Tuesday, August 01, 2006

"He and Me"

By Andrew Davis

I am pleading with him to stop, but he just ignores me and continues to knock over everything he passes – CDs, plants, picture frames, and whatever else is within reach. The more I scream at him, the more aggressive he becomes and it begins to seem as if there’s nothing I can do. Suddenly, though, he stops and begins to walk in my direction. There’s nothing to knock over where I am, so why is he coming over here? Oh my goodness.

“Leave me alone,” I shout, but my plea falls upon deaf ears. He quietly sits on my bed and I notice his eyes – they tend to become glassy when he gets like this. Then without warning, and with incredible speed, he leans over, bites my cheek, jumps on the floor, and begins to lick between his legs. “Alright, alright you fat-behind cat…I’m up.”

He is Macaroni, and He was my cat. His entire life revolved around food.

Mornings always started this way in the Davis household. No matter what we did, there was no stopping Mac. Some mornings I would wake up cold and uncomfortable because, without realizing it, I had thrown both my pillows and blankets at him trying to stop the destruction.

He took to his morning rampages when he realized that a simple meow would not get us up out of bed to feed him.

The first time I saw him on the war path I was lying in my bed. It was early one morning and I happened to wake up in time to catch him pacing back and forth, apparently thinking about how to get us up.

All of a sudden he jumped on my sister’s dresser, where there were piles of CDs.

He put his fat head down and just pushed the CDs off as if he knew exactly what he was doing. At the time I doubted that he did. Then I watched as he jumped to her adjacent desk and knocked all the picture frames down to the floor. It was the funniest thing I had ever seen in my life. It was like I had my own personal Discovery Channel going on in my bedroom. But instead of watching a chimpanzee learning to use a twig to fish for termites, I was watching a really fat cat force his owners to wake up and feed him.

OK, so when I say fat, I mean FAT.

Macaroni, or Mac for short, weighed in at 20 plus pounds.


That’s right. I said 20 pounds. That is fat. Just in case you didn’t know, cats, on average, weigh about eight pounds.

But then, Macaroni was never any average cat. There was a simple, but rather humiliating reason why our cat grew so big. I’m ashamed to say it’s because of how stupid we were when we first got him. Wow, we were stupid. We figured that since humans eat three times a day, cats needed three meals a day too. Breakfast, lunch, and dinner. Why not? How could a cat make it through a day eating only once?

That seemed downright inhumane.

So we gave that cat three squares, or should I say, three rounds, as in three cans of cat food a day. That’s right, one for breakfast, lunch, and dinner. Could we have been more stupid? And on top of it, we fed him table scraps as if he were a dog. “Here, want some spaghetti? How ‘bout some Apple Cinnamon Cheerios after you finish that chicken leg?”

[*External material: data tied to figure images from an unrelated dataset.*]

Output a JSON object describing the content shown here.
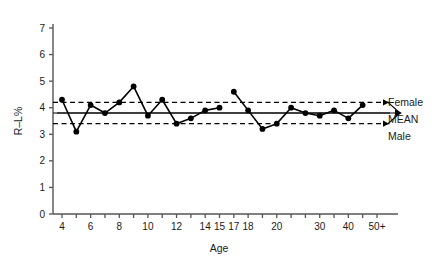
{
  "chart_data": {
    "type": "line",
    "title": "",
    "xlabel": "Age",
    "ylabel": "R–L%",
    "ylim": [
      0,
      7.6
    ],
    "ytick_values": [
      0,
      1,
      2,
      3,
      4,
      5,
      6,
      7
    ],
    "ytick_labels": [
      "0",
      "1",
      "2",
      "3",
      "4",
      "5",
      "6",
      "7"
    ],
    "grid": false,
    "legend_position": "right-outside",
    "x_categories": [
      "4",
      "5",
      "6",
      "7",
      "8",
      "9",
      "10",
      "11",
      "12",
      "13",
      "14",
      "15",
      "17",
      "18",
      "19",
      "20",
      "22",
      "25",
      "30",
      "35",
      "40",
      "45",
      "50+"
    ],
    "xtick_labels": [
      {
        "cat": "4",
        "label": "4"
      },
      {
        "cat": "5",
        "label": ""
      },
      {
        "cat": "6",
        "label": "6"
      },
      {
        "cat": "7",
        "label": ""
      },
      {
        "cat": "8",
        "label": "8"
      },
      {
        "cat": "9",
        "label": ""
      },
      {
        "cat": "10",
        "label": "10"
      },
      {
        "cat": "11",
        "label": ""
      },
      {
        "cat": "12",
        "label": "12"
      },
      {
        "cat": "13",
        "label": ""
      },
      {
        "cat": "14",
        "label": "14"
      },
      {
        "cat": "15",
        "label": "15"
      },
      {
        "cat": "17",
        "label": "17"
      },
      {
        "cat": "18",
        "label": "18"
      },
      {
        "cat": "19",
        "label": ""
      },
      {
        "cat": "20",
        "label": "20"
      },
      {
        "cat": "22",
        "label": ""
      },
      {
        "cat": "25",
        "label": ""
      },
      {
        "cat": "30",
        "label": "30"
      },
      {
        "cat": "35",
        "label": ""
      },
      {
        "cat": "40",
        "label": "40"
      },
      {
        "cat": "45",
        "label": ""
      },
      {
        "cat": "50+",
        "label": "50+"
      }
    ],
    "series": [
      {
        "name": "R-L% by age (children)",
        "marker": "filled-circle",
        "color": "#000000",
        "points": [
          {
            "x": "4",
            "y": 4.3
          },
          {
            "x": "5",
            "y": 3.1
          },
          {
            "x": "6",
            "y": 4.1
          },
          {
            "x": "7",
            "y": 3.8
          },
          {
            "x": "8",
            "y": 4.2
          },
          {
            "x": "9",
            "y": 4.8
          },
          {
            "x": "10",
            "y": 3.7
          },
          {
            "x": "11",
            "y": 4.3
          },
          {
            "x": "12",
            "y": 3.4
          },
          {
            "x": "13",
            "y": 3.6
          },
          {
            "x": "14",
            "y": 3.9
          },
          {
            "x": "15",
            "y": 4.0
          }
        ]
      },
      {
        "name": "R-L% by age (adults)",
        "marker": "filled-circle",
        "color": "#000000",
        "points": [
          {
            "x": "17",
            "y": 4.6
          },
          {
            "x": "18",
            "y": 3.9
          },
          {
            "x": "19",
            "y": 3.2
          },
          {
            "x": "20",
            "y": 3.4
          },
          {
            "x": "22",
            "y": 4.0
          },
          {
            "x": "25",
            "y": 3.8
          },
          {
            "x": "30",
            "y": 3.7
          },
          {
            "x": "35",
            "y": 3.9
          },
          {
            "x": "40",
            "y": 3.6
          },
          {
            "x": "45",
            "y": 4.1
          }
        ]
      }
    ],
    "reference_lines": [
      {
        "name": "Female",
        "value": 4.2,
        "style": "dashed",
        "label": "Female"
      },
      {
        "name": "MEAN",
        "value": 3.8,
        "style": "solid",
        "label": "MEAN"
      },
      {
        "name": "Male",
        "value": 3.4,
        "style": "dashed",
        "label": "Male"
      }
    ],
    "annotations": {
      "bracket": "double-headed-arrow",
      "labels": [
        "Female",
        "MEAN",
        "Male"
      ]
    }
  },
  "axis": {
    "x_title": "Age",
    "y_title": "R–L%"
  },
  "legend": {
    "female": "Female",
    "mean": "MEAN",
    "male": "Male"
  },
  "colors": {
    "ink": "#1a1a1a",
    "line": "#000000",
    "axis": "#555555",
    "background": "#ffffff"
  }
}
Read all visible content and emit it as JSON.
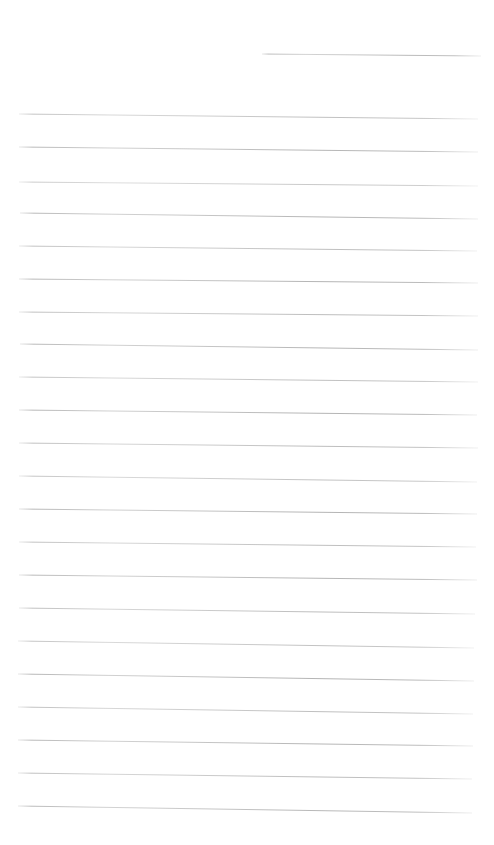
{
  "document": {
    "kind": "scanned-ruled-notebook-paper",
    "title": "Blank Ruled Paper",
    "page_width": 494,
    "page_height": 845,
    "background_color": "#ffffff",
    "ink_color": "#a3a3a3",
    "text_content": "",
    "has_handwriting": false,
    "line_count": 23,
    "line_spacing_px": 32.5,
    "rules": [
      {
        "index": 1,
        "x1": 262,
        "y1": 54,
        "x2": 481,
        "y2": 56,
        "width": 0.95,
        "opacity": 0.8,
        "note": "short indented header rule"
      },
      {
        "index": 2,
        "x1": 19,
        "y1": 114,
        "x2": 478,
        "y2": 119,
        "width": 0.95,
        "opacity": 0.72
      },
      {
        "index": 3,
        "x1": 19,
        "y1": 147,
        "x2": 478,
        "y2": 152,
        "width": 1.0,
        "opacity": 0.8
      },
      {
        "index": 4,
        "x1": 19,
        "y1": 182,
        "x2": 478,
        "y2": 186,
        "width": 0.9,
        "opacity": 0.66
      },
      {
        "index": 5,
        "x1": 20,
        "y1": 213,
        "x2": 478,
        "y2": 219,
        "width": 1.0,
        "opacity": 0.8
      },
      {
        "index": 6,
        "x1": 19,
        "y1": 246,
        "x2": 477,
        "y2": 251,
        "width": 0.95,
        "opacity": 0.74
      },
      {
        "index": 7,
        "x1": 19,
        "y1": 279,
        "x2": 478,
        "y2": 283,
        "width": 1.0,
        "opacity": 0.82
      },
      {
        "index": 8,
        "x1": 19,
        "y1": 312,
        "x2": 478,
        "y2": 316,
        "width": 0.95,
        "opacity": 0.76
      },
      {
        "index": 9,
        "x1": 20,
        "y1": 344,
        "x2": 478,
        "y2": 350,
        "width": 1.0,
        "opacity": 0.8
      },
      {
        "index": 10,
        "x1": 19,
        "y1": 377,
        "x2": 478,
        "y2": 382,
        "width": 0.95,
        "opacity": 0.72
      },
      {
        "index": 11,
        "x1": 19,
        "y1": 410,
        "x2": 477,
        "y2": 415,
        "width": 1.0,
        "opacity": 0.82
      },
      {
        "index": 12,
        "x1": 19,
        "y1": 443,
        "x2": 478,
        "y2": 448,
        "width": 0.95,
        "opacity": 0.76
      },
      {
        "index": 13,
        "x1": 19,
        "y1": 476,
        "x2": 477,
        "y2": 482,
        "width": 0.95,
        "opacity": 0.7
      },
      {
        "index": 14,
        "x1": 19,
        "y1": 509,
        "x2": 477,
        "y2": 514,
        "width": 1.0,
        "opacity": 0.82
      },
      {
        "index": 15,
        "x1": 19,
        "y1": 542,
        "x2": 476,
        "y2": 547,
        "width": 0.95,
        "opacity": 0.74
      },
      {
        "index": 16,
        "x1": 19,
        "y1": 575,
        "x2": 477,
        "y2": 580,
        "width": 1.0,
        "opacity": 0.8
      },
      {
        "index": 17,
        "x1": 19,
        "y1": 608,
        "x2": 475,
        "y2": 614,
        "width": 0.95,
        "opacity": 0.76
      },
      {
        "index": 18,
        "x1": 18,
        "y1": 641,
        "x2": 474,
        "y2": 648,
        "width": 0.95,
        "opacity": 0.7
      },
      {
        "index": 19,
        "x1": 18,
        "y1": 674,
        "x2": 474,
        "y2": 681,
        "width": 1.0,
        "opacity": 0.82
      },
      {
        "index": 20,
        "x1": 18,
        "y1": 707,
        "x2": 473,
        "y2": 714,
        "width": 0.95,
        "opacity": 0.74
      },
      {
        "index": 21,
        "x1": 18,
        "y1": 740,
        "x2": 473,
        "y2": 746,
        "width": 1.0,
        "opacity": 0.8
      },
      {
        "index": 22,
        "x1": 18,
        "y1": 773,
        "x2": 472,
        "y2": 779,
        "width": 0.95,
        "opacity": 0.76
      },
      {
        "index": 23,
        "x1": 18,
        "y1": 806,
        "x2": 472,
        "y2": 813,
        "width": 1.0,
        "opacity": 0.78
      }
    ]
  }
}
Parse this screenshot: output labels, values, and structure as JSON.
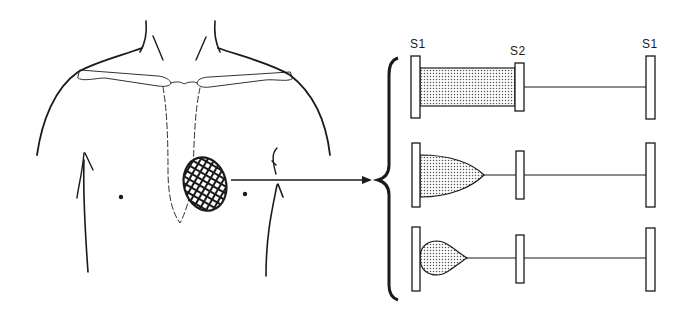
{
  "figure": {
    "type": "anatomical diagram with phonocardiogram schematics",
    "ink_color": "#1a1a1a",
    "background": "#ffffff"
  },
  "torso": {
    "description": "Anterior chest outline with clavicles, dashed sternum, nipples, and cross-hatched auscultation area at the apex",
    "auscultation_area": {
      "shape": "hatched-oval",
      "center": [
        205,
        184
      ]
    }
  },
  "arrow": {
    "from": [
      230,
      180
    ],
    "to": [
      370,
      180
    ]
  },
  "labels": {
    "s1_left": "S1",
    "s2": "S2",
    "s1_right": "S1"
  },
  "rows": [
    {
      "name": "holosystolic",
      "murmur_shape": "rectangle",
      "y_center": 87
    },
    {
      "name": "crescendo-decrescendo-early",
      "murmur_shape": "bullet",
      "y_center": 175
    },
    {
      "name": "early-decrescendo",
      "murmur_shape": "teardrop",
      "y_center": 258
    }
  ]
}
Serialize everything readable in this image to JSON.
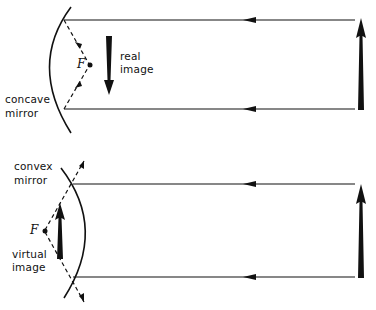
{
  "diagram": {
    "top_panel": {
      "mirror_label_line1": "concave",
      "mirror_label_line2": "mirror",
      "image_label_line1": "real",
      "image_label_line2": "image",
      "focal_label": "F"
    },
    "bottom_panel": {
      "mirror_label_line1": "convex",
      "mirror_label_line2": "mirror",
      "image_label_line1": "virtual",
      "image_label_line2": "image",
      "focal_label": "F"
    },
    "colors": {
      "ink": "#111111",
      "background": "#ffffff"
    }
  }
}
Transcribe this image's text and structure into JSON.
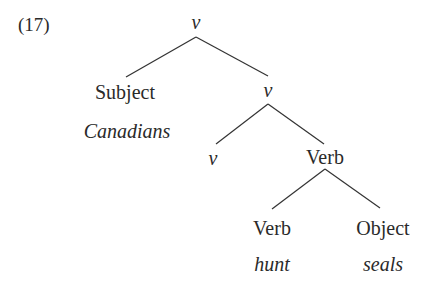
{
  "example_number": "(17)",
  "tree": {
    "root": {
      "label": "v",
      "italic": true
    },
    "subject": {
      "label": "Subject",
      "word": "Canadians"
    },
    "v_bar": {
      "label": "v",
      "italic": true
    },
    "v_head": {
      "label": "v",
      "italic": true
    },
    "verb_phrase": {
      "label": "Verb"
    },
    "verb": {
      "label": "Verb",
      "word": "hunt"
    },
    "object": {
      "label": "Object",
      "word": "seals"
    }
  },
  "edges": [
    [
      "root",
      "subject"
    ],
    [
      "root",
      "v_bar"
    ],
    [
      "v_bar",
      "v_head"
    ],
    [
      "v_bar",
      "verb_phrase"
    ],
    [
      "verb_phrase",
      "verb"
    ],
    [
      "verb_phrase",
      "object"
    ]
  ]
}
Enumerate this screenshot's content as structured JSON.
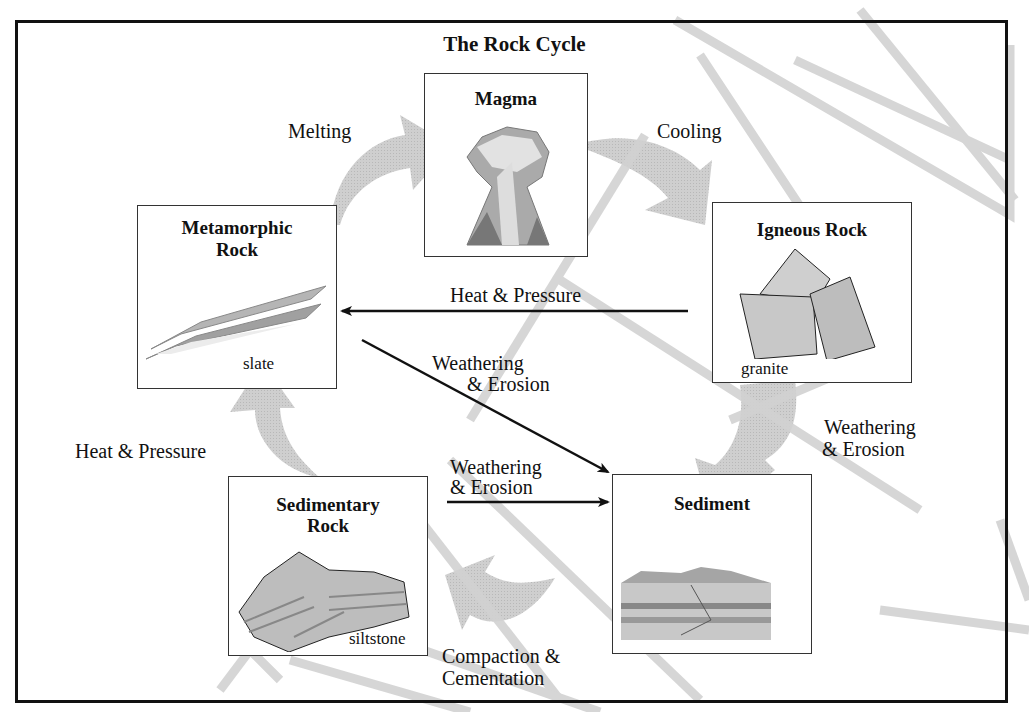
{
  "title": "The Rock Cycle",
  "nodes": {
    "magma": {
      "title": "Magma"
    },
    "metamorphic": {
      "title_line1": "Metamorphic",
      "title_line2": "Rock",
      "caption": "slate"
    },
    "igneous": {
      "title": "Igneous Rock",
      "caption": "granite"
    },
    "sedimentary": {
      "title_line1": "Sedimentary",
      "title_line2": "Rock",
      "caption": "siltstone"
    },
    "sediment": {
      "title": "Sediment"
    }
  },
  "processes": {
    "melting": "Melting",
    "cooling": "Cooling",
    "heat_pressure_top": "Heat & Pressure",
    "heat_pressure_left": "Heat & Pressure",
    "weathering_diag_1": "Weathering",
    "weathering_diag_2": "& Erosion",
    "weathering_right_1": "Weathering",
    "weathering_right_2": "& Erosion",
    "weathering_mid_1": "Weathering",
    "weathering_mid_2": "& Erosion",
    "compaction_1": "Compaction &",
    "compaction_2": "Cementation"
  },
  "colors": {
    "frame": "#111111",
    "cycle_arrow": "#c8c8c8",
    "watermark": "#d0d0d0"
  }
}
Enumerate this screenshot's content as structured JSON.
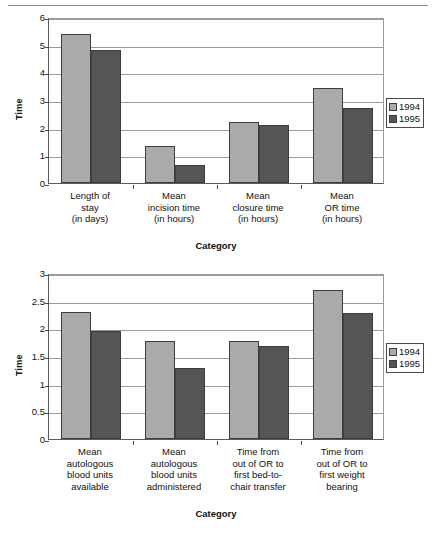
{
  "page": {
    "top_rule": "horizontal-rule"
  },
  "charts": [
    {
      "id": "chart-top",
      "ylabel": "Time",
      "xlabel": "Category",
      "legend": {
        "items": [
          "1994",
          "1995"
        ]
      }
    },
    {
      "id": "chart-bottom",
      "ylabel": "Time",
      "xlabel": "Category",
      "legend": {
        "items": [
          "1994",
          "1995"
        ]
      }
    }
  ],
  "chart_data": [
    {
      "type": "bar",
      "title": "",
      "xlabel": "Category",
      "ylabel": "Time",
      "ylim": [
        0,
        6
      ],
      "yticks": [
        0,
        1,
        2,
        3,
        4,
        5,
        6
      ],
      "grid": true,
      "legend_position": "right",
      "categories": [
        "Length of\nstay\n(in days)",
        "Mean\nincision time\n(in hours)",
        "Mean\nclosure time\n(in hours)",
        "Mean\nOR time\n(in hours)"
      ],
      "series": [
        {
          "name": "1994",
          "color": "#aaaaaa",
          "values": [
            5.4,
            1.35,
            2.2,
            3.45
          ]
        },
        {
          "name": "1995",
          "color": "#555555",
          "values": [
            4.8,
            0.65,
            2.1,
            2.7
          ]
        }
      ]
    },
    {
      "type": "bar",
      "title": "",
      "xlabel": "Category",
      "ylabel": "Time",
      "ylim": [
        0,
        3
      ],
      "yticks": [
        0,
        0.5,
        1,
        1.5,
        2,
        2.5,
        3
      ],
      "ytick_labels": [
        "0",
        "0.5",
        "1",
        "1.5",
        "2",
        "2.5",
        "3"
      ],
      "grid": true,
      "legend_position": "right",
      "categories": [
        "Mean\nautologous\nblood units\navailable",
        "Mean\nautologous\nblood units\nadministered",
        "Time from\nout of OR to\nfirst bed-to-\nchair transfer",
        "Time from\nout of OR to\nfirst weight\nbearing"
      ],
      "series": [
        {
          "name": "1994",
          "color": "#aaaaaa",
          "values": [
            2.3,
            1.77,
            1.78,
            2.7
          ]
        },
        {
          "name": "1995",
          "color": "#555555",
          "values": [
            1.95,
            1.28,
            1.68,
            2.28
          ]
        }
      ]
    }
  ]
}
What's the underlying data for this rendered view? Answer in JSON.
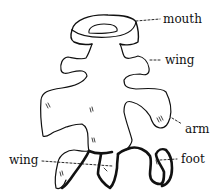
{
  "figure": {
    "colors": {
      "stroke": "#111111",
      "background": "#ffffff"
    },
    "labels": [
      {
        "id": "mouth",
        "text": "mouth",
        "x": 163,
        "y": 13
      },
      {
        "id": "wing_upper",
        "text": "wing",
        "x": 165,
        "y": 54
      },
      {
        "id": "arm",
        "text": "arm",
        "x": 185,
        "y": 123
      },
      {
        "id": "wing_lower",
        "text": "wing",
        "x": 9,
        "y": 156
      },
      {
        "id": "foot",
        "text": "foot",
        "x": 181,
        "y": 153
      }
    ]
  }
}
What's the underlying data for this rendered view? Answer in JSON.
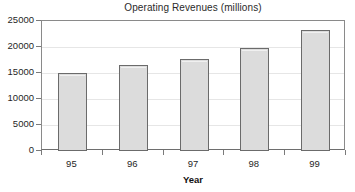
{
  "chart_data": {
    "type": "bar",
    "title": "Operating Revenues (millions)",
    "xlabel": "Year",
    "ylabel": "",
    "categories": [
      "95",
      "96",
      "97",
      "98",
      "99"
    ],
    "values": [
      15000,
      16500,
      17700,
      19800,
      23300
    ],
    "ylim": [
      0,
      25000
    ],
    "yticks": [
      0,
      5000,
      10000,
      15000,
      20000,
      25000
    ],
    "ytick_labels": [
      "0",
      "5000",
      "10000",
      "15000",
      "20000",
      "25000"
    ],
    "grid": true,
    "legend": null,
    "series": [
      {
        "name": "Operating Revenues",
        "values": [
          15000,
          16500,
          17700,
          19800,
          23300
        ]
      }
    ],
    "colors": {
      "bar_fill": "#dcdcdc",
      "bar_border": "#6b6b6b",
      "axis": "#8a8a8a",
      "gridline": "#e6e6e6",
      "text": "#1f1f1f"
    }
  }
}
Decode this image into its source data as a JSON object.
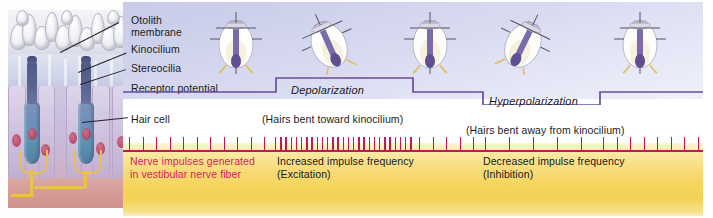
{
  "figure": {
    "colors": {
      "upper_panel": "#d0d3ec",
      "lower_panel": "#f5d45f",
      "trace_line": "#6b4c9a",
      "spike_color": "#c2185b",
      "nerve_text": "#d81b60",
      "label_text": "#1b1b22"
    }
  },
  "labels": [
    {
      "id": "otolith-membrane",
      "text": "Otolith\nmembrane"
    },
    {
      "id": "kinocilium",
      "text": "Kinocilium"
    },
    {
      "id": "stereocilia",
      "text": "Stereocilia"
    },
    {
      "id": "receptor-potential",
      "text": "Receptor potential"
    },
    {
      "id": "hair-cell",
      "text": "Hair cell"
    }
  ],
  "states": [
    {
      "id": "depolarization",
      "label": "Depolarization",
      "caption": "(Hairs bent toward kinocilium)"
    },
    {
      "id": "hyperpolarization",
      "label": "Hyperpolarization",
      "caption": "(Hairs bent away from kinocilium)"
    }
  ],
  "nerve": {
    "generated_text": "Nerve impulses generated\nin vestibular nerve fiber",
    "increased_text": "Increased impulse frequency\n(Excitation)",
    "decreased_text": "Decreased impulse frequency\n(Inhibition)"
  },
  "chart_data": {
    "type": "line",
    "title": "Receptor potential",
    "xlabel": "",
    "ylabel": "Receptor potential",
    "series": [
      {
        "name": "Receptor potential",
        "step_levels": [
          {
            "from_x": 0,
            "to_x": 153,
            "level": "resting"
          },
          {
            "from_x": 153,
            "to_x": 290,
            "level": "depolarized"
          },
          {
            "from_x": 290,
            "to_x": 360,
            "level": "resting"
          },
          {
            "from_x": 360,
            "to_x": 477,
            "level": "hyperpolarized"
          },
          {
            "from_x": 477,
            "to_x": 580,
            "level": "resting"
          }
        ]
      }
    ],
    "spike_train": {
      "baseline_rate_label": "Nerve impulses generated in vestibular nerve fiber",
      "segments": [
        {
          "region": "resting",
          "from_x": 6,
          "to_x": 150,
          "spacing": 13.5,
          "rate": "baseline"
        },
        {
          "region": "excitation",
          "from_x": 152,
          "to_x": 288,
          "spacing": 5.2,
          "rate": "increased"
        },
        {
          "region": "resting",
          "from_x": 296,
          "to_x": 356,
          "spacing": 13.5,
          "rate": "baseline"
        },
        {
          "region": "inhibition",
          "from_x": 362,
          "to_x": 474,
          "spacing": 24.0,
          "rate": "decreased"
        },
        {
          "region": "resting",
          "from_x": 480,
          "to_x": 578,
          "spacing": 13.5,
          "rate": "baseline"
        }
      ]
    },
    "annotations": [
      "Depolarization",
      "(Hairs bent toward kinocilium)",
      "Hyperpolarization",
      "(Hairs bent away from kinocilium)",
      "Increased impulse frequency (Excitation)",
      "Decreased impulse frequency (Inhibition)"
    ]
  },
  "hair_cell_icons": [
    {
      "id": "icon-resting-1",
      "tilt": 0,
      "state": "resting"
    },
    {
      "id": "icon-bent-toward",
      "tilt": -22,
      "state": "bent-toward-kinocilium"
    },
    {
      "id": "icon-resting-2",
      "tilt": 0,
      "state": "resting"
    },
    {
      "id": "icon-bent-away",
      "tilt": 22,
      "state": "bent-away-from-kinocilium"
    },
    {
      "id": "icon-resting-3",
      "tilt": 0,
      "state": "resting"
    }
  ]
}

Very sadly though, Macaroni Ignacious Alloicious Davis (his full name) developed health complications from this overfeeding routine. He was still only a kitty when we found out that he had asthma -- and no he didn’t use a cat inhaler. When he reached eight, he developed diabetes. For four years, up until he was twelve, we had to give him a shot of insulin each time he ate, and some medicinal drops to prevent asthma attacks.

He was the sickliest cat I’ve ever known – with all his ‘human diseases’ – but he was still the happiest. Food was his life and he was constantly scheming about how to get more. Asleep or not, he was thinking about his next meal. And we always knew he had scored when we would wake to overturned garbage, or when we found a loaf of wheat bread that had holes in the bag. Yup, Mac had broken in, once again.

Stay tuned for more…

Andrew Davis grew up in Harlem. He has learned a lot about cats. Maybe the most important thing he has learned is that he will never love a cat quite as much as he loved Macaroni. This story is dedicated to Mac.

1 comment:

Claudia R said...

Yes, I agree with you, Dilys. At first as you are reading this story you are thinking, oh gee, an overweight cat, how funny. But not really. Not when the poor cat gets so sick.